Boredom

The other day I was making dinner and, as is my routine, I was listening to All Things Considered on NPR while moving about the kitchen. A story about boredom came on. If you haven’t listened to it, the crux of it is that there is a lack of creativity because we are never bored anymore, thanks to our smart phones.

Studies suggest that we get our most original ideas when we stop the constant stimulation and let ourselves get bored….


Steven Johnson talks about how letting the disparate ideas that you read, hear, see, etc, come together in his book Where Great Ideas Come From.

But encouragement does not necessarily lead to creativity. Collisions do—the collisions that happen when different fields of expertise converge in some shared physical or intellectual space.

I wonder if, in order for the collisions to occur, do you need some space, some time, to allow it all to collide?


I spend a lot of time walking around my neighborhood. Most days, I go out at lunch and run errands, walking to the grocery store, the library, or wherever it is that I need to go. Over the past several years, I’ve left the house for these errands with my wallet, a key to the house, and a bag for my purchases (I’m a good Portlander after all)—nothing more.

The choice to leave the house with nothing digital was very deliberate in the beginning. But once I started leaving my house without a phone or iPad, I started to relish it. I take in the sights and sounds of my neighborhood and I let my mind wander. I may solve a problem that I was working on in code, or I may come up with an idea to write about. Truth be told, these walks have become where the vast majority of my writing ideas start.

So when I hear people, like one person in the story on NPR, scoff at the need for boredom, for space to just let your mind do its thing, I find it surprising. Because times of quiet is what keeps me sane, especially lately.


Action item:
Please show all lines of the records that include "Consumption".

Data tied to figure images
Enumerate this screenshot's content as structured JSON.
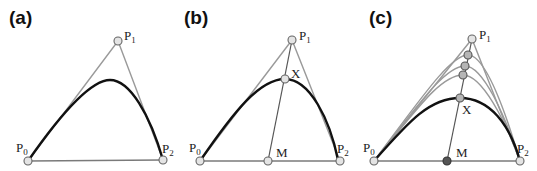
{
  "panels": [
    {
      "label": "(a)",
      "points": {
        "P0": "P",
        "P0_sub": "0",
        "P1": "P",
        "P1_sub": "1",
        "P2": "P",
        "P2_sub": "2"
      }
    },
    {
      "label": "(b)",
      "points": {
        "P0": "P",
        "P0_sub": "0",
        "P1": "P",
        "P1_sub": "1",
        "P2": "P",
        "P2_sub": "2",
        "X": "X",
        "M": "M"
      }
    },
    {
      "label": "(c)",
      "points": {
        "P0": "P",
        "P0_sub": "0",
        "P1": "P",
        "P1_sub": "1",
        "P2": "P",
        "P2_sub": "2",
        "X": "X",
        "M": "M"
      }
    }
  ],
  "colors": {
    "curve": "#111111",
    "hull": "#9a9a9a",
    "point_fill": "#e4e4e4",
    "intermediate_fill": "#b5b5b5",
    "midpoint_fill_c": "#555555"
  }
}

==

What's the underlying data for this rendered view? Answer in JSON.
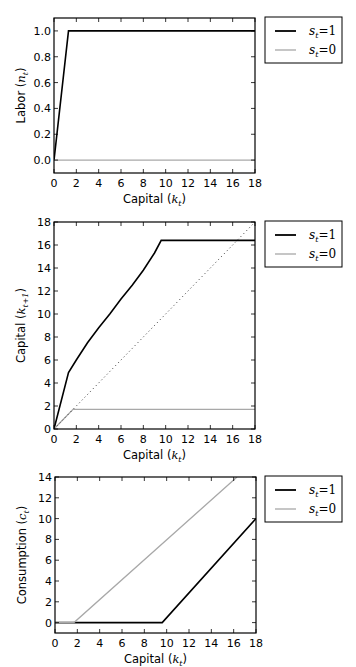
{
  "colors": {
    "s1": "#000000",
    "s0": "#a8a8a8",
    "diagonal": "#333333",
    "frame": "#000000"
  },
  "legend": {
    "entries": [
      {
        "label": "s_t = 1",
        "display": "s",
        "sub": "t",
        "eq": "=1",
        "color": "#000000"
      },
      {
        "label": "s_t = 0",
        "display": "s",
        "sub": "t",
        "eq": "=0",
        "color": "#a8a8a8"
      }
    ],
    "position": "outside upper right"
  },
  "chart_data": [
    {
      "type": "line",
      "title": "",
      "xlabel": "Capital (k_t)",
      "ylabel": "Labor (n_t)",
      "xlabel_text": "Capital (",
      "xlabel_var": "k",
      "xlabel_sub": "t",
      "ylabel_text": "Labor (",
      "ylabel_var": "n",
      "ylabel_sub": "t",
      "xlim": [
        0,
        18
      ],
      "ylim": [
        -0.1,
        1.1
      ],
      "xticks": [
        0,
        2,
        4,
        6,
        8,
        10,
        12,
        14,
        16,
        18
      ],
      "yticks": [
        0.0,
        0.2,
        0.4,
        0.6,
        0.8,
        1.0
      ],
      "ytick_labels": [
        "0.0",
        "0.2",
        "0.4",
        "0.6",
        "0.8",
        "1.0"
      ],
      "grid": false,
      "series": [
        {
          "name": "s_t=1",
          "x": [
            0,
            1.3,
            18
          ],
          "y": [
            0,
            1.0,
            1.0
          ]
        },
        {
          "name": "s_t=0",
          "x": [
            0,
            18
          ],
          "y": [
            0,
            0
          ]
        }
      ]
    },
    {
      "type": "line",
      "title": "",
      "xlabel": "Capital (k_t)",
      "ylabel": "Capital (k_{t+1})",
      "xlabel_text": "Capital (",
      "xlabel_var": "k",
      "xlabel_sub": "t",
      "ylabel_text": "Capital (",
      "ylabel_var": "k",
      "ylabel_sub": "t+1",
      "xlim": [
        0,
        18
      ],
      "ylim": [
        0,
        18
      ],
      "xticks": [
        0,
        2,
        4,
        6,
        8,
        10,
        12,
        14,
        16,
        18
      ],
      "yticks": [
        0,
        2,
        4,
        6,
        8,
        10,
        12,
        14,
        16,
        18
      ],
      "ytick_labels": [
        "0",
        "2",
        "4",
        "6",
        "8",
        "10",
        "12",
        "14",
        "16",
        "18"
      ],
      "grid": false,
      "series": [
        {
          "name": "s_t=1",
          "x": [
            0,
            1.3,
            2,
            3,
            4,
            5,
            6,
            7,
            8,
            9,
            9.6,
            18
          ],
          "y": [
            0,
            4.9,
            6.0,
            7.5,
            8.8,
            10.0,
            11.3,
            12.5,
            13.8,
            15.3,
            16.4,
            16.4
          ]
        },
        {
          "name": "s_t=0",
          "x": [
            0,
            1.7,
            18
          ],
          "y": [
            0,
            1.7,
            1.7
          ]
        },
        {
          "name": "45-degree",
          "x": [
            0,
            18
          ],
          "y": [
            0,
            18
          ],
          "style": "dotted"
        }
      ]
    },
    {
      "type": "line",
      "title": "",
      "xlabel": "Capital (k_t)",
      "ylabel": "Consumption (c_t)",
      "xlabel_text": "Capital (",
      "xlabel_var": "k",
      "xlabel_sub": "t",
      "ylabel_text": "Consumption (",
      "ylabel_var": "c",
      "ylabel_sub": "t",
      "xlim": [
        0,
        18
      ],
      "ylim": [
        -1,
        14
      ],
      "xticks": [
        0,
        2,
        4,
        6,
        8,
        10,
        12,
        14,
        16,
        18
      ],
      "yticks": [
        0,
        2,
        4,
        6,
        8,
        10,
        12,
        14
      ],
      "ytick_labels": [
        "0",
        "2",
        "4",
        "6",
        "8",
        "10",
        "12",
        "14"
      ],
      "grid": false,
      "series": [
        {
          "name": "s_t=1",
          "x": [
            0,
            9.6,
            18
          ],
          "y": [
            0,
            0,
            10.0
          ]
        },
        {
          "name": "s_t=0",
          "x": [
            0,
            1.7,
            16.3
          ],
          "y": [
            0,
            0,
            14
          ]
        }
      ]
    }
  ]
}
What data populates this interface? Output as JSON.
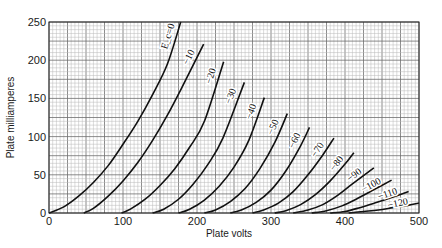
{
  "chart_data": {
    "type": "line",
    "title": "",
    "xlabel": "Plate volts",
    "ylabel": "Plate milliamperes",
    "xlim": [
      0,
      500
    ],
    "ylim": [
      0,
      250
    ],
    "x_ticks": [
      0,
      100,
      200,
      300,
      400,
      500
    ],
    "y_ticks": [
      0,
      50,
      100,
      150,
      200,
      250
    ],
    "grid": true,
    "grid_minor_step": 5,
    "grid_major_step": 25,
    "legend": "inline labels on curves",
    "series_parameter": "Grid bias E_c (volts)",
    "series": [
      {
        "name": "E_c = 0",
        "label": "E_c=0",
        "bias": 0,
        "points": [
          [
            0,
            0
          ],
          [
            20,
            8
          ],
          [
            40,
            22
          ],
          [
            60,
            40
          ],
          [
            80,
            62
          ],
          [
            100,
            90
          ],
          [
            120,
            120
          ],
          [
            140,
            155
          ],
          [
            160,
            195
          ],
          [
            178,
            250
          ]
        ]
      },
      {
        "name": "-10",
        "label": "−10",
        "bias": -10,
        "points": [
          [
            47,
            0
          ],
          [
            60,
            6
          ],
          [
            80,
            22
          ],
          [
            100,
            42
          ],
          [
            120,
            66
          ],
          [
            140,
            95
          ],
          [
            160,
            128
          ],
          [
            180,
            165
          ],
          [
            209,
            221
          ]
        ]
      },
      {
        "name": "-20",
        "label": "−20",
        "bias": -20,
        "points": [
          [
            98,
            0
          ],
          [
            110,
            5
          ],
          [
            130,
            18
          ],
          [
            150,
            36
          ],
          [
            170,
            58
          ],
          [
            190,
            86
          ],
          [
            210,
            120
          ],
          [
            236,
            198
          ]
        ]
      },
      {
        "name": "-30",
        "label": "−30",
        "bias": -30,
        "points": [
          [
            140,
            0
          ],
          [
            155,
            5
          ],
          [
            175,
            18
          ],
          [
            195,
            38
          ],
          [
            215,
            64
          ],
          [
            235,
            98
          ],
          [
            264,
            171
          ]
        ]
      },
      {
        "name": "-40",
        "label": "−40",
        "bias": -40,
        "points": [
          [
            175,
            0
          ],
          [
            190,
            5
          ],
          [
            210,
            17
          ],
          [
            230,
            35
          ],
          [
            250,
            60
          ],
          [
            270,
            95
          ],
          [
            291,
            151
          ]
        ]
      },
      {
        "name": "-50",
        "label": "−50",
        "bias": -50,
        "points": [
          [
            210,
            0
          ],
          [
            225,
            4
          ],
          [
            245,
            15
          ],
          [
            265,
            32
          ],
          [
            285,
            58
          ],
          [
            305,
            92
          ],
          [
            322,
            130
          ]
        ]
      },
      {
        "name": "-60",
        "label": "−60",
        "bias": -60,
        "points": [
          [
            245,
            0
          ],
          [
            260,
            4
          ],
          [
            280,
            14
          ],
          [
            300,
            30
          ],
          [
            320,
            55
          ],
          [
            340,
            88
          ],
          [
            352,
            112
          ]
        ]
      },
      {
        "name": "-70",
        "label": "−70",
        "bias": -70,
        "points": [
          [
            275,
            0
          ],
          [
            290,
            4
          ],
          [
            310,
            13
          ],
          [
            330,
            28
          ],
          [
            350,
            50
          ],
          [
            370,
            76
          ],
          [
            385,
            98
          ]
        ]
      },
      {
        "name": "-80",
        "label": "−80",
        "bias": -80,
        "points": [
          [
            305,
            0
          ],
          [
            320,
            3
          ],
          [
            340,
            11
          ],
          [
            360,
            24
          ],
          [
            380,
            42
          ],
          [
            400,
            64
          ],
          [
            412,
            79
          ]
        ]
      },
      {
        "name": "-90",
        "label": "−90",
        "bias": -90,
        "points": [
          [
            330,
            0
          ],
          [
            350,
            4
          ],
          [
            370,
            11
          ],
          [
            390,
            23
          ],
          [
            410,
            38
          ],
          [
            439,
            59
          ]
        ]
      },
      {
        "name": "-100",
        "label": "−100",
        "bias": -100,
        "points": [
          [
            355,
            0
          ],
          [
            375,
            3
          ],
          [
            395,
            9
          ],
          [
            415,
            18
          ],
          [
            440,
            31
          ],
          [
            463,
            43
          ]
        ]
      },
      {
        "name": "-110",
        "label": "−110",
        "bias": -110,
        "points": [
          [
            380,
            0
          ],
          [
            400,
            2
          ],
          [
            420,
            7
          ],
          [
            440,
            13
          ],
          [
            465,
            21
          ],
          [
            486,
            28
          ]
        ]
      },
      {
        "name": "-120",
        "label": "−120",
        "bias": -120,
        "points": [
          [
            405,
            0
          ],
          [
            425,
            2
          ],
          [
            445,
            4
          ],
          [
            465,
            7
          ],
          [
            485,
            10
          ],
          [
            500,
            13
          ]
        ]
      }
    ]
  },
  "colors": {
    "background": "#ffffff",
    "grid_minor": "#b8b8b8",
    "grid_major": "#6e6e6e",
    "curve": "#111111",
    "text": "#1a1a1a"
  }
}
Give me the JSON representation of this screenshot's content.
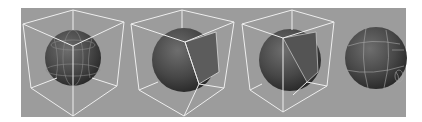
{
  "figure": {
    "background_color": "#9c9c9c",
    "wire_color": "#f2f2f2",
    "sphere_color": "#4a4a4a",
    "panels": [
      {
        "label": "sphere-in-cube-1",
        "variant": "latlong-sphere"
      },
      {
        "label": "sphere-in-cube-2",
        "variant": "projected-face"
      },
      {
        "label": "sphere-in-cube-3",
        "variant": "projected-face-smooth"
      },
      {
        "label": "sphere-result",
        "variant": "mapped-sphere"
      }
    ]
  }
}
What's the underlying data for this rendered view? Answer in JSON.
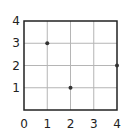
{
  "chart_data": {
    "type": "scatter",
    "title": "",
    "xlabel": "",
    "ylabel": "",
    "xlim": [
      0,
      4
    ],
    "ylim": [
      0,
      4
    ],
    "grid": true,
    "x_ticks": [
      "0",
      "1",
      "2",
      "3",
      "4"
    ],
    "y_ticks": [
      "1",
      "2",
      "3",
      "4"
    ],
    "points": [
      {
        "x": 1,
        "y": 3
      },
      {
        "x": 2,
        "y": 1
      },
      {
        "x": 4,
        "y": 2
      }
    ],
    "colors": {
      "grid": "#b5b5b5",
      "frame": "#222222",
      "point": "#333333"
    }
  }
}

Response to the task:
      "ylabel": "Consumption (c_t)",
      "ylabel_text": "Consumption (",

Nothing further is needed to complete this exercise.